Interview with Wen Zhou 1/20/16

On Wednesday, January 20th (2016) my group and I went to the 3.1 Philip Lim office to interview (one of) the founder(s)/CEO/president of the designer company. Wen Zhou told us her incredible and inspiring story of how she got where she is today. Wen came to America, from China, when she was around 13 years old. Her family moved into the lower east side, which wasn’t a great neighborhood then. She had to learn Cantonese first (because in Chinatown most people spoke Cantonese) to be understood. Then she learned english. She went to school but also worked as a seamstress in a sweatshop to help provide for her family. After she graduated high school, she had the grades to go to college, but not the money. She went to a community college that specialized in clothing and designing. Wen told us she didn’t have any hobbies and she went to the college because it was the only thing she knew. She had many small jobs like; working at McDonalds, being a delivery girl, etc. She got a job in delivering fabrics to big clothing companies. During this job she had delivered to Philip Lim many times and they became friends. When she was 21 she started a heat tech company called Aegis, which she still has today. Ten years later Philip Lim and herself decided to start a clothing company, with his name on it (because he is a famous clothing designer, most popular in china). They called it 3.1 Philip Lim because they were both 31. Wen made herself President and CEO of the company and Philip Lim is the designer. It was so inspiring how she got to where she is today from where she was around 1988 (when she first moved here). Her story shows that you can push through all the barriers and all the sexism if you work hard enough. She has a very gender diverse company today, which she insists on having. We learned a lot from Wen.

Skyler

My name is Skyler Pierce-Scher and it am an eighth grader at LREI: Little Red School House and Elisabeth Irwin High School. My social justice project is the sexualization of women in the work place. I chose this topic because I want to bring justice to the women stuck below the glass ceiling. caucasian women make 75 cents to a white mans dollar and a black woman makes 64 cents to a white mans dollar for the same job. Their are very few women CEO's or women that own a business. This is not right.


*WORK TO COMPLETE*
Gather, from the data below, each line in which the word "rate" occurs.

═══ DATA FOR PROCESSING ═══

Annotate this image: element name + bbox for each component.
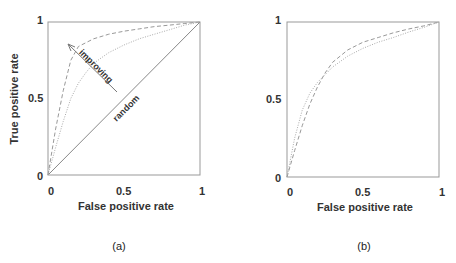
xtick-b-1: 1 — [439, 187, 445, 198]
xlabel-b: False positive rate — [317, 202, 413, 213]
ylabel-a: True positive rate — [9, 53, 20, 144]
ytick-a-0.5: 0.5 — [28, 93, 43, 104]
ytick-a-0: 0 — [37, 171, 43, 182]
ytick-b-0.5: 0.5 — [266, 94, 281, 105]
panel-b: 1 0.5 0 0 0.5 1 False positive rate (b) — [228, 0, 456, 263]
dashed-roc-curve-b — [287, 22, 439, 177]
caption-a: (a) — [112, 241, 125, 252]
xlabel-a: False positive rate — [78, 201, 174, 212]
xtick-b-0.5: 0.5 — [355, 187, 370, 198]
ytick-a-1: 1 — [37, 15, 43, 26]
ytick-b-1: 1 — [275, 15, 281, 26]
xtick-a-0.5: 0.5 — [116, 186, 131, 197]
plot-b-frame — [287, 22, 439, 177]
xtick-a-1: 1 — [199, 186, 205, 197]
plot-b-canvas — [228, 0, 456, 263]
dotted-roc-curve-b — [287, 22, 439, 177]
ytick-b-0: 0 — [275, 173, 281, 184]
caption-b: (b) — [357, 241, 370, 252]
xtick-a-0: 0 — [48, 186, 54, 197]
plot-a-canvas — [0, 0, 228, 263]
panel-a: 1 0.5 0 0 0.5 1 False positive rate True… — [0, 0, 228, 263]
xtick-b-0: 0 — [287, 187, 293, 198]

═══

*ANSWER BOX*
xlabel-b: False positive rate — [317, 202, 413, 213]
ylabel-a: True positive rate — [9, 53, 20, 144]
panel-b: 1 0.5 0 0 0.5 1 False positive rate (b) — [228, 0, 456, 263]
xlabel-a: False positive rate — [78, 201, 174, 212]
panel-a: 1 0.5 0 0 0.5 1 False positive rate True… — [0, 0, 228, 263]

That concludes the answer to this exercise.